FARMINGTON – Even halfway across the world, the news haunted Natasha Chuprova.
Armed militants had stormed a school in southern Russia Wednesday, killing or seizing people who were there to celebrate the first day of school. About half of the hostages were children.
From her new place at the University of Maine at Farmington, Chuprova watched the story unfold over the Internet. It was the latest in a series of terrorist attacks in Russia, the latest blamed on Chechen rebels or sympathizers.
Although safe in small-town Maine, her heart was in Russia.
“How can that happen?” Chuprova asked. “It’s just school kids that have nothing to do with it.”

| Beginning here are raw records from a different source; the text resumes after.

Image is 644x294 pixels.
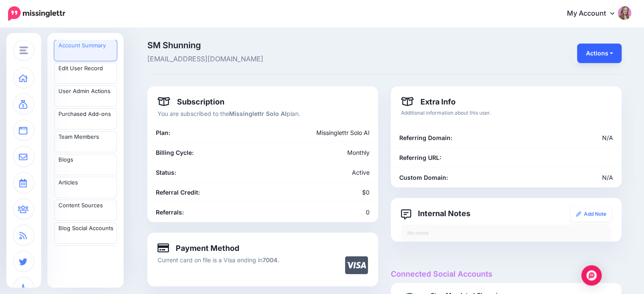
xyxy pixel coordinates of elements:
[400,109,611,118] p: Additional information about this user.
[263,168,376,177] div: Active
[262,257,277,264] b: 7004
[54,132,117,152] a: Team Members
[54,109,117,130] a: Purchased Add-ons
[156,129,170,136] b: Plan:
[54,40,117,61] a: Account Summary
[399,134,452,142] b: Referring Domain:
[399,174,448,181] b: Custom Domain:
[400,225,611,242] div: No notes
[158,255,312,265] p: Current card on file is a Visa ending in .
[147,54,460,65] span: [EMAIL_ADDRESS][DOMAIN_NAME]
[54,200,117,221] a: Content Sources
[156,209,183,216] b: Referrals:
[581,265,601,286] div: Open Intercom Messenger
[158,109,368,119] p: You are subscribed to the plan.
[156,189,200,196] b: Referral Credit:
[19,46,28,54] img: menu.png
[263,147,376,158] div: Monthly
[225,128,376,137] div: Missinglettr Solo AI
[263,187,376,198] div: $0
[54,85,117,107] a: User Admin Actions
[366,209,370,216] span: 0
[54,63,117,83] a: Edit User Record
[54,154,117,175] a: Blogs
[400,96,455,107] h4: Extra Info
[147,41,460,49] span: SM Shunning
[468,173,619,183] div: N/A
[400,209,470,219] h4: Internal Notes
[391,270,621,279] h4: Connected Social Accounts
[570,207,611,222] a: Add Note
[54,223,117,244] a: Blog Social Accounts
[468,133,619,143] div: N/A
[158,96,224,107] h4: Subscription
[558,4,631,24] a: My Account
[399,154,441,161] b: Referring URL:
[158,243,239,253] h4: Payment Method
[156,169,176,176] b: Status:
[8,6,65,20] img: Missinglettr
[54,246,117,267] a: Blog Branding Templates
[576,44,621,63] button: Actions
[156,149,194,157] b: Billing Cycle:
[229,110,286,118] b: Missinglettr Solo AI
[54,177,117,198] a: Articles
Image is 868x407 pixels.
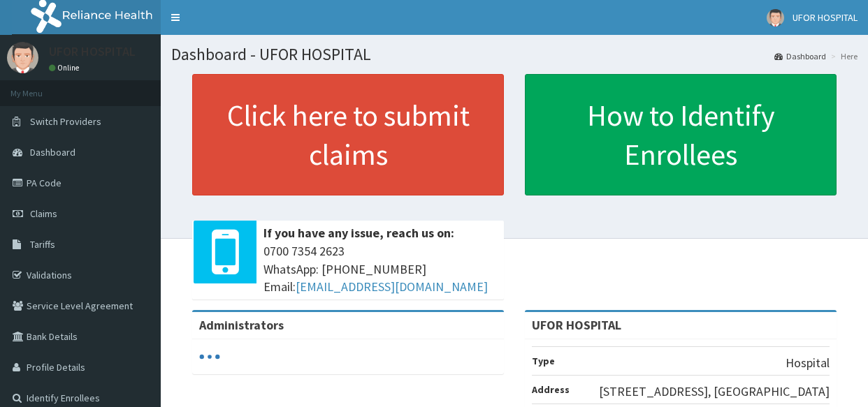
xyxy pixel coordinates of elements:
p: Hospital [785,354,830,372]
b: Type [532,355,555,367]
b: Administrators [199,317,284,333]
b: If you have any issue, reach us on: [264,225,454,241]
p: [STREET_ADDRESS], [GEOGRAPHIC_DATA] [599,382,830,401]
a: Dashboard [775,50,826,63]
span: UFOR HOSPITAL [793,11,858,24]
svg: audio-loading [199,346,220,367]
span: Switch Providers [30,115,102,128]
span: 0700 7354 2623 WhatsApp: [PHONE_NUMBER] Email: [264,242,497,296]
a: Online [49,63,83,73]
a: How to Identify Enrollees [525,74,837,195]
span: Claims [30,208,57,220]
a: [EMAIL_ADDRESS][DOMAIN_NAME] [295,279,488,295]
img: User Image [7,42,38,73]
img: User Image [767,9,784,27]
span: Dashboard [30,146,76,158]
span: Tariffs [30,238,55,250]
strong: UFOR HOSPITAL [532,317,621,333]
a: Click here to submit claims [192,74,504,195]
p: UFOR HOSPITAL [49,46,136,58]
b: Address [532,383,570,396]
h1: Dashboard - UFOR HOSPITAL [171,46,858,64]
li: Here [828,50,858,63]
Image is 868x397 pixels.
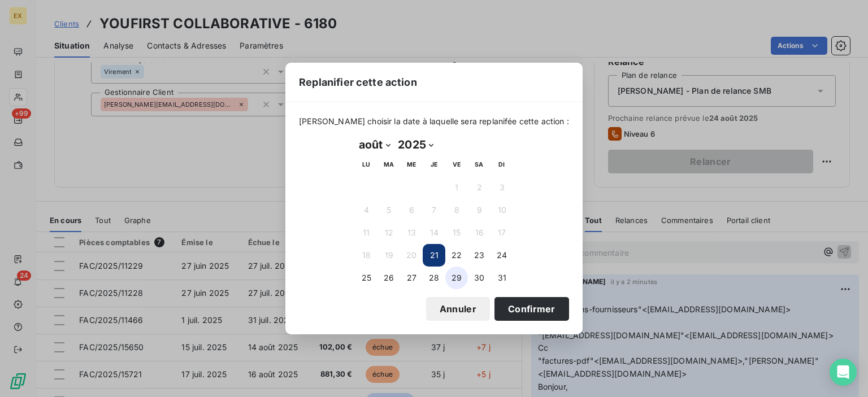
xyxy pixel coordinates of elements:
button: 27 [400,266,423,289]
th: mardi [378,154,400,177]
button: 14 [423,221,445,244]
button: 4 [355,199,378,221]
button: 12 [378,221,400,244]
button: 7 [423,199,445,221]
button: 2 [468,177,490,199]
button: 25 [355,266,378,289]
button: 6 [400,199,423,221]
button: 9 [468,199,490,221]
button: 31 [490,266,513,289]
th: dimanche [490,154,513,177]
span: [PERSON_NAME] choisir la date à laquelle sera replanifée cette action : [299,116,569,127]
th: lundi [355,154,378,177]
button: 22 [445,244,468,266]
button: 19 [378,244,400,266]
button: 3 [490,177,513,199]
button: 24 [490,244,513,266]
th: mercredi [400,154,423,177]
button: 10 [490,199,513,221]
button: Annuler [426,297,490,321]
button: 23 [468,244,490,266]
button: 1 [445,177,468,199]
button: 29 [445,266,468,289]
button: 26 [378,266,400,289]
button: 18 [355,244,378,266]
button: 5 [378,199,400,221]
button: 11 [355,221,378,244]
button: 13 [400,221,423,244]
th: samedi [468,154,490,177]
th: jeudi [423,154,445,177]
span: Replanifier cette action [299,74,417,90]
button: 16 [468,221,490,244]
button: 21 [423,244,445,266]
button: 20 [400,244,423,266]
button: 8 [445,199,468,221]
button: 15 [445,221,468,244]
th: vendredi [445,154,468,177]
div: Open Intercom Messenger [829,358,856,386]
button: 17 [490,221,513,244]
button: Confirmer [495,297,569,321]
button: 28 [423,266,445,289]
button: 30 [468,266,490,289]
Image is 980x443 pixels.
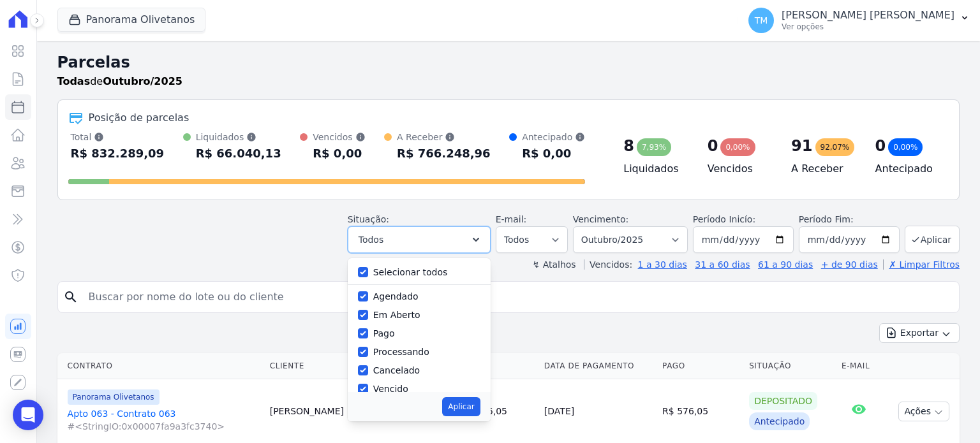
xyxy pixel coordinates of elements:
a: + de 90 dias [821,260,878,269]
div: Vencidos [313,130,365,143]
div: Liquidados [196,130,282,143]
label: Cancelado [373,365,420,376]
p: [PERSON_NAME] [PERSON_NAME] [782,9,955,22]
button: Exportar [879,323,960,343]
label: Período Inicío: [693,214,755,225]
th: E-mail [837,353,881,379]
label: Pago [373,328,395,339]
div: Depositado [749,392,818,410]
div: R$ 0,00 [313,143,365,164]
button: Ações [899,402,950,421]
div: R$ 0,00 [522,143,585,164]
button: Todos [347,226,491,253]
label: Selecionar todos [373,267,448,277]
label: Vencido [373,384,409,394]
input: Buscar por nome do lote ou do cliente [81,284,954,310]
button: TM [PERSON_NAME] [PERSON_NAME] Ver opções [738,3,980,38]
a: 1 a 30 dias [638,260,687,269]
div: Antecipado [522,130,585,143]
h4: Antecipado [875,161,939,177]
a: ✗ Limpar Filtros [883,260,960,269]
div: Antecipado [749,413,810,430]
h2: Parcelas [57,51,960,74]
div: 92,07% [816,138,855,156]
button: Aplicar [442,397,480,416]
div: 7,93% [637,138,671,156]
h4: Vencidos [708,161,771,177]
th: Contrato [57,353,264,379]
h4: A Receber [792,161,855,177]
p: de [57,74,182,89]
div: R$ 832.289,09 [71,143,165,164]
div: Open Intercom Messenger [13,400,43,430]
a: 61 a 90 dias [758,260,813,269]
label: Vencidos: [584,260,633,269]
th: Valor [456,353,539,379]
div: 0,00% [888,138,923,156]
span: Panorama Olivetanos [67,389,160,405]
div: Posição de parcelas [89,111,189,125]
span: TM [755,16,768,25]
a: 31 a 60 dias [695,260,750,269]
label: Agendado [373,291,418,301]
label: ↯ Atalhos [532,260,576,269]
span: Todos [359,232,384,247]
div: 0 [708,136,718,156]
label: Vencimento: [573,214,628,225]
div: Total [71,130,165,143]
label: Processando [373,347,430,357]
span: #<StringIO:0x00007fa9a3fc3740> [67,421,260,433]
label: Período Fim: [799,213,900,226]
a: Apto 063 - Contrato 063#<StringIO:0x00007fa9a3fc3740> [67,408,260,433]
th: Data de Pagamento [539,353,658,379]
div: 8 [623,136,634,156]
div: R$ 66.040,13 [196,143,282,164]
h4: Liquidados [623,161,687,177]
label: Em Aberto [373,310,421,320]
div: 0,00% [721,138,755,156]
div: A Receber [397,130,491,143]
strong: Outubro/2025 [103,75,182,87]
th: Situação [744,353,837,379]
strong: Todas [57,75,91,87]
div: R$ 766.248,96 [397,143,491,164]
div: 91 [792,136,812,156]
th: Pago [658,353,744,379]
label: Situação: [347,214,389,225]
button: Aplicar [905,225,960,253]
label: E-mail: [496,214,527,225]
button: Panorama Olivetanos [57,8,206,32]
th: Cliente [264,353,379,379]
div: 0 [875,136,887,156]
i: search [63,289,79,305]
p: Ver opções [782,22,955,32]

For decades, Russia has been battling Chechen rebels for control of the region. In her tiny village in northern Russia, Chuprova was hundreds of miles from the conflict. But she saw her homeland torn apart by fighting and fear.
“That’s our country,” Chuprova said. “It’s been getting worse.”
Last week, the day before she was scheduled to fly to America for her new job as a Russian professor, two Russian planes exploded, likely from a suicide bomber. Ninety people were killed.
On Tuesday, as she settled into life at the university, a suicide bomber blew herself up in Moscow. Ten people were killed and dozens were injured.
On Wednesday, there was the hostage situation at the school.
Chuprova said she is hopeful that terrorists won’t travel as far as her northern hometown, where her family still lives. But with attack after attack, she worries about her country.
The war started with Chechens fighting for independence. It seems now, she said, that it is all about revenge.
And revenge breeds more revenge, she said.
Said Chuprova, “It will never finish, maybe.”